I agree that one can certainly go through a type of earthly "hell" while still alive, but consider that the book of Revelation uses the phrase "second death" ( Revelation 2:11, 20:6, 20:14, and 21:8 ). That seems to be a clear indication that it's not something we can or ever do experience in this earthly life.Gosso wrote: One way that I think of hell is not as something God does to us but rather the natural path that we follow throughout life. It is almost automatic to give into temptations/laziness/anger/etc. We somehow need to be snapped out of this downward spiral, and strangely a belief in a higher power seems to really help people.
By the way, I just figured I'd share something with everyone that I learned the other day that blew my mind. I've never read the Old Testament very carefully in big chunks--only verses here and there--but recently it came to my attention that the story of God commanding Abraham to sacrifice his son Isaac actually foreshadowed Christ's sacrifice. Pay close attention to the parts I've placed in boldface:
The part about Abraham placing the wood on Isaac to carry up the hill just blew me away. The parallel with Jesus carrying his wooden cross up the hill to the place where he would be sacrificed struck me as utterly profound. And then Abraham made the parallel even clearer by saying, "God himself will provide the lamb." Maybe some of you already knew about this foreshadowing of Christ, but I had never heard about it even though I was raised Christian and attended a religious school. (Maybe I just wasn't paying attention...)Genesis 22:1-8 (NIV) wrote: Some time later God tested Abraham. He said to him, “Abraham!”?
“Here I am,”? he replied.
Then God said, “Take your son, your only son, whom you love—Isaac—and go to the region of Moriah. Sacrifice him there as a burnt offering on a mountain I will show you.”?

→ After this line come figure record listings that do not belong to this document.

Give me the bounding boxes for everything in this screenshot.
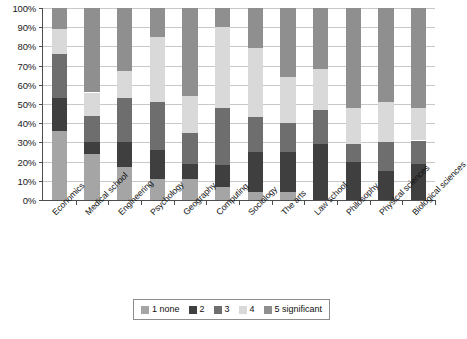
- bar-segment: [280, 152, 295, 192]
- x-tick-mark: [435, 200, 436, 205]
- bar-segment: [346, 144, 361, 161]
- x-tick-mark: [370, 200, 371, 205]
- bar-segment: [313, 144, 328, 200]
- bar-segment: [150, 150, 165, 179]
- bar-segment: [280, 8, 295, 77]
- y-tick-mark: [39, 200, 43, 201]
- x-tick-mark: [304, 200, 305, 205]
- bar-segment: [215, 165, 230, 186]
- bar-segment: [248, 48, 263, 117]
- bar-segment: [182, 133, 197, 164]
- bar-segment: [117, 71, 132, 98]
- bar-segment: [280, 77, 295, 123]
- bar-segment: [215, 108, 230, 166]
- bar-geography: [182, 8, 197, 200]
- bar-segment: [52, 54, 67, 98]
- legend-label: 3: [225, 305, 230, 314]
- legend-label: 1 none: [152, 305, 180, 314]
- y-tick-label: 50%: [18, 100, 36, 109]
- y-tick-label: 100%: [13, 4, 37, 13]
- legend-label: 4: [250, 305, 255, 314]
- bar-segment: [150, 37, 165, 102]
- bar-segment: [248, 117, 263, 152]
- y-tick-label: 80%: [18, 42, 36, 51]
- bar-segment: [52, 8, 67, 29]
- x-tick-mark: [141, 200, 142, 205]
- bar-segment: [313, 8, 328, 69]
- plot-area: [42, 8, 435, 201]
- legend-swatch-icon: [214, 306, 222, 314]
- legend-label: 2: [200, 305, 205, 314]
- x-tick-mark: [239, 200, 240, 205]
- bar-segment: [117, 98, 132, 142]
- bar-segment: [182, 96, 197, 132]
- legend-item[interactable]: 2: [189, 305, 205, 314]
- bar-law-school: [313, 8, 328, 200]
- bar-segment: [52, 98, 67, 131]
- bar-computing: [215, 8, 230, 200]
- bar-segment: [411, 108, 426, 141]
- bar-segment: [117, 142, 132, 167]
- x-axis-labels: EconomicsMedical schoolEngineeringPsycho…: [42, 210, 434, 295]
- bar-segment: [52, 131, 67, 200]
- x-tick-mark: [272, 200, 273, 205]
- bar-segment: [52, 29, 67, 54]
- y-tick-label: 20%: [18, 157, 36, 166]
- plot-area-wrapper: 0%10%20%30%40%50%60%70%80%90%100%: [0, 8, 440, 208]
- bar-physical-sciences: [378, 8, 393, 200]
- legend-item[interactable]: 4: [239, 305, 255, 314]
- bar-segment: [84, 116, 99, 143]
- bar-segment: [346, 8, 361, 108]
- bar-segment: [346, 108, 361, 144]
- bar-psychology: [150, 8, 165, 200]
- bar-segment: [84, 93, 99, 116]
- bar-segment: [313, 69, 328, 109]
- bar-segment: [378, 102, 393, 142]
- x-tick-mark: [206, 200, 207, 205]
- bar-segment: [150, 8, 165, 37]
- bar-segment: [248, 152, 263, 192]
- legend-item[interactable]: 5 significant: [264, 305, 323, 314]
- bar-segment: [411, 141, 426, 164]
- bar-segment: [248, 8, 263, 48]
- y-tick-label: 40%: [18, 119, 36, 128]
- y-tick-label: 30%: [18, 138, 36, 147]
- bar-segment: [182, 164, 197, 179]
- bar-segment: [378, 142, 393, 171]
- legend-label: 5 significant: [275, 305, 323, 314]
- y-tick-label: 10%: [18, 176, 36, 185]
- bar-sociology: [248, 8, 263, 200]
- bar-segment: [280, 123, 295, 152]
- bar-segment: [378, 8, 393, 102]
- y-tick-label: 90%: [18, 23, 36, 32]
- x-tick-mark: [174, 200, 175, 205]
- y-axis: 0%10%20%30%40%50%60%70%80%90%100%: [0, 8, 40, 200]
- bars-layer: [43, 8, 435, 200]
- bar-segment: [313, 110, 328, 145]
- bar-philosophy: [346, 8, 361, 200]
- bar-economics: [52, 8, 67, 200]
- bar-segment: [84, 8, 99, 92]
- legend-item[interactable]: 1 none: [141, 305, 180, 314]
- x-tick-mark: [76, 200, 77, 205]
- bar-segment: [84, 142, 99, 154]
- legend-swatch-icon: [239, 306, 247, 314]
- bar-segment: [411, 8, 426, 108]
- legend-item[interactable]: 3: [214, 305, 230, 314]
- bar-the-arts: [280, 8, 295, 200]
- x-tick-mark: [337, 200, 338, 205]
- x-tick-mark: [108, 200, 109, 205]
- bar-segment: [182, 8, 197, 96]
- bar-segment: [117, 8, 132, 71]
- legend-swatch-icon: [141, 306, 149, 314]
- bar-engineering: [117, 8, 132, 200]
- y-tick-label: 0%: [23, 196, 36, 205]
- y-tick-label: 70%: [18, 61, 36, 70]
- bar-segment: [150, 102, 165, 150]
- bar-segment: [215, 27, 230, 108]
- bar-segment: [215, 8, 230, 27]
- bar-medical-school: [84, 8, 99, 200]
- legend-swatch-icon: [264, 306, 272, 314]
- bar-segment: [84, 154, 99, 200]
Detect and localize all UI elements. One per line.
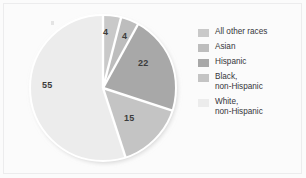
legend-swatch-icon: [198, 44, 209, 52]
legend-swatch-icon: [198, 59, 209, 67]
legend-label: All other races: [215, 27, 267, 37]
slice-label-black-non-hispanic: 15: [124, 113, 134, 123]
slice-label-white-non-hispanic: 55: [42, 80, 52, 90]
legend-item-hispanic: Hispanic: [198, 57, 302, 67]
legend-label: Hispanic: [215, 57, 246, 67]
pie-chart-figure: 4 4 22 15 55 All other races Asian Hispa…: [0, 0, 306, 178]
legend-item-black-non-hispanic: Black, non-Hispanic: [198, 72, 302, 92]
slice-label-asian: 4: [122, 31, 127, 41]
legend-label: Black, non-Hispanic: [215, 72, 263, 92]
legend-item-white-non-hispanic: White, non-Hispanic: [198, 97, 302, 117]
slice-label-all-other-races: 4: [103, 27, 108, 37]
legend-swatch-icon: [198, 74, 209, 82]
legend-label: White, non-Hispanic: [215, 97, 263, 117]
legend-item-all-other-races: All other races: [198, 27, 302, 37]
legend-label: Asian: [215, 42, 235, 52]
legend: All other races Asian Hispanic Black, no…: [198, 27, 302, 122]
legend-item-asian: Asian: [198, 42, 302, 52]
slice-label-hispanic: 22: [138, 58, 148, 68]
legend-swatch-icon: [198, 99, 209, 107]
legend-swatch-icon: [198, 29, 209, 37]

Early the next morning Abraham got up and loaded his donkey. He took with him two of his servants and his son Isaac. When he had cut enough wood for the burnt offering, he set out for the place God had told him about. On the third day Abraham looked up and saw the place in the distance. He said to his servants, “Stay here with the donkey while I and the boy go over there. We will worship and then we will come back to you.”?
Abraham took the wood for the burnt offering and placed it on his son Isaac, and he himself carried the fire and the knife. As the two of them went on together, Isaac spoke up and said to his father Abraham, “Father?”?

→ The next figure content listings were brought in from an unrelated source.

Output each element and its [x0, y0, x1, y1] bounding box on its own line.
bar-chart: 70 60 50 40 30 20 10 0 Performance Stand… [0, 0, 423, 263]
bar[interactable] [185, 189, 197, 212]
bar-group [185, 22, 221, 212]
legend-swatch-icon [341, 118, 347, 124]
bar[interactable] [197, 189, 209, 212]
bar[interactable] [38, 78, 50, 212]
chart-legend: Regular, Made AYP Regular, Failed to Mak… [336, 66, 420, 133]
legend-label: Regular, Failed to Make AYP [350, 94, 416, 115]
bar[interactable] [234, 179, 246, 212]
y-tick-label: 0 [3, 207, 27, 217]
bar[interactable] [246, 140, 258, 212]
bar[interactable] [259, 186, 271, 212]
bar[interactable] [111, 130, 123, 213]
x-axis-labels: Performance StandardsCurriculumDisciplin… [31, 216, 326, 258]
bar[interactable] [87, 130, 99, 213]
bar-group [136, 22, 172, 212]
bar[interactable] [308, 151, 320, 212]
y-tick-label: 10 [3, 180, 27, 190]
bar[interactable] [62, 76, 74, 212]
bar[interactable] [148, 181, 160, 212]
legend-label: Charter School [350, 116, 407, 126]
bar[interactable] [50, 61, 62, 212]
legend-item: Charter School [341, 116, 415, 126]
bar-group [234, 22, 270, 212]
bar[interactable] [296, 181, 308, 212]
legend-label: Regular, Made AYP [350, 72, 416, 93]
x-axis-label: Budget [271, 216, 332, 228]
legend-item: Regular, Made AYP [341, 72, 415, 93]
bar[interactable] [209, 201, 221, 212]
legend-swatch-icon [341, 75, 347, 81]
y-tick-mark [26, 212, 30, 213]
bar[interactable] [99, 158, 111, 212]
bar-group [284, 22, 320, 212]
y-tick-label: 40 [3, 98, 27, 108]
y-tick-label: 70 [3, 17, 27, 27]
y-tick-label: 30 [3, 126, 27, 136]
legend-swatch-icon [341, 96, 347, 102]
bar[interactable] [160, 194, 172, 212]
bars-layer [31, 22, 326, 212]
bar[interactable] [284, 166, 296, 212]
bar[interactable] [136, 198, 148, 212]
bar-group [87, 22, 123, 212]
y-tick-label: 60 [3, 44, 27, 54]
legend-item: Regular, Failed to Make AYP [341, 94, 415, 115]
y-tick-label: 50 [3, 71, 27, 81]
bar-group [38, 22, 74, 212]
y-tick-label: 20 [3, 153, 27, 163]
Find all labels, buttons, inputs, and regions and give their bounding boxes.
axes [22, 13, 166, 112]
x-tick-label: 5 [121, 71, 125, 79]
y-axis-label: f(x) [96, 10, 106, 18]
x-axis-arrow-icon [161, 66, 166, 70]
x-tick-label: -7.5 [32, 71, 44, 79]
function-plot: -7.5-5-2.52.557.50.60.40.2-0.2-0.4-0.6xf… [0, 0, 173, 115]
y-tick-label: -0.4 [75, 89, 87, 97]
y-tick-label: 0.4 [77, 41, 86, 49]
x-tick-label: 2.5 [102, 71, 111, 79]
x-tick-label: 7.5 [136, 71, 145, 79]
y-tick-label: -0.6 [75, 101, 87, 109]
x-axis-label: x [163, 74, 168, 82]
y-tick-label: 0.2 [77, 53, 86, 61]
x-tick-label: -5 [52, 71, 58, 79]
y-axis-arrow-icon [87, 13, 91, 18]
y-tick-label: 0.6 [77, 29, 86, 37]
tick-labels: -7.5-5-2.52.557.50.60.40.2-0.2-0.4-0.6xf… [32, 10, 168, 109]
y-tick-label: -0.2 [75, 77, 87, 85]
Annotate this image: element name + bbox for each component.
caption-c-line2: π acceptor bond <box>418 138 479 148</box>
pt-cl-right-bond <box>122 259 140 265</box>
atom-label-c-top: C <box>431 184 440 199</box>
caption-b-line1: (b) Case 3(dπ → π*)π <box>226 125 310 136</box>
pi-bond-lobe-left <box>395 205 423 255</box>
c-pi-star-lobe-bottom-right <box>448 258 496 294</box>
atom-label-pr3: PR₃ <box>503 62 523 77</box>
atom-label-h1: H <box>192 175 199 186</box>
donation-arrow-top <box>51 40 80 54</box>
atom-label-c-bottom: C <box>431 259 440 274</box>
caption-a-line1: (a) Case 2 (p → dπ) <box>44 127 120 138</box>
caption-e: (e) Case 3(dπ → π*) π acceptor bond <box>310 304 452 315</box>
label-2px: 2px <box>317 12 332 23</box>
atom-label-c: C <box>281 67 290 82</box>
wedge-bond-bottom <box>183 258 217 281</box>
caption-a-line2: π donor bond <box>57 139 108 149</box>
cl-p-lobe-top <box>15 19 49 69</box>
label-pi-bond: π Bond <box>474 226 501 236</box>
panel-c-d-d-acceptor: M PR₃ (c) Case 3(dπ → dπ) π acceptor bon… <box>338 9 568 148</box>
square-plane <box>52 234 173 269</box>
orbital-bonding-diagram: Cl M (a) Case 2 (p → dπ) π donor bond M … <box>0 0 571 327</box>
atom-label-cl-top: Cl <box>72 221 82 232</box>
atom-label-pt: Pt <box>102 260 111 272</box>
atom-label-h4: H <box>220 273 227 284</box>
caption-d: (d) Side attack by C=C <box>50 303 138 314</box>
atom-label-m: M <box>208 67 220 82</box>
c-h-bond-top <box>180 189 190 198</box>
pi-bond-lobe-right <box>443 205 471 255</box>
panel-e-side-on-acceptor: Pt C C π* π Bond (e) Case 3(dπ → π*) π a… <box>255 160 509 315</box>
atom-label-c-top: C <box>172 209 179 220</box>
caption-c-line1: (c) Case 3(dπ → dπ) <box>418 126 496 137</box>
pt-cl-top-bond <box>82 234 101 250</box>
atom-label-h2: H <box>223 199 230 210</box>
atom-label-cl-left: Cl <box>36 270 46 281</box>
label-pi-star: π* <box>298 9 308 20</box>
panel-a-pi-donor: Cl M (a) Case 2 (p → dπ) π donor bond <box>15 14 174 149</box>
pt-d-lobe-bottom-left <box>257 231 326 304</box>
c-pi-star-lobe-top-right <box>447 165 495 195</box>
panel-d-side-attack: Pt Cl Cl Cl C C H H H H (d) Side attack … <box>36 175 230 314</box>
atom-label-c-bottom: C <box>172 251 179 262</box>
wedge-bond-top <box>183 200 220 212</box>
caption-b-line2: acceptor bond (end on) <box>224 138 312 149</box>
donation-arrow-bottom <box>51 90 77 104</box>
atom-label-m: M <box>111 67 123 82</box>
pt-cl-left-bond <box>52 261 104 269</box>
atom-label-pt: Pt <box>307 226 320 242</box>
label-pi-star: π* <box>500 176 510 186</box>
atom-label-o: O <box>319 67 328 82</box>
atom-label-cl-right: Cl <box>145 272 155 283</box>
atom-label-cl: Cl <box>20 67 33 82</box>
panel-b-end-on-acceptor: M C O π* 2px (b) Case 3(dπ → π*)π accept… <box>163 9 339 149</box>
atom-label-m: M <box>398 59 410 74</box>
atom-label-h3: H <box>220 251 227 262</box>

“Yes, my son?”? Abraham replied.
“The fire and wood are here,”? Isaac said, “but where is the lamb for the burnt offering?”?
Abraham answered, “God himself will provide the lamb for the burnt offering, my son.”? And the two of them went on together.
For someone under the mistaken impression that the OT and NT are virtually separate Bibles describing two completely different versions of God, just consider this story of Abraham and Isaac as just one example of how that's not necessarily true. Jesus quoted the OT all over the place, saying that all of it was written about him--he said he was the fulfillment of Scripture. So now that I recently finished reading the NT, I'm going to get a study Bible (perhaps the ESV Study Bible, unless anyone here recommends a different one) and carefully read the OT from beginning to end in the proper big-picture context of Christ. It's something I should have done a long time ago.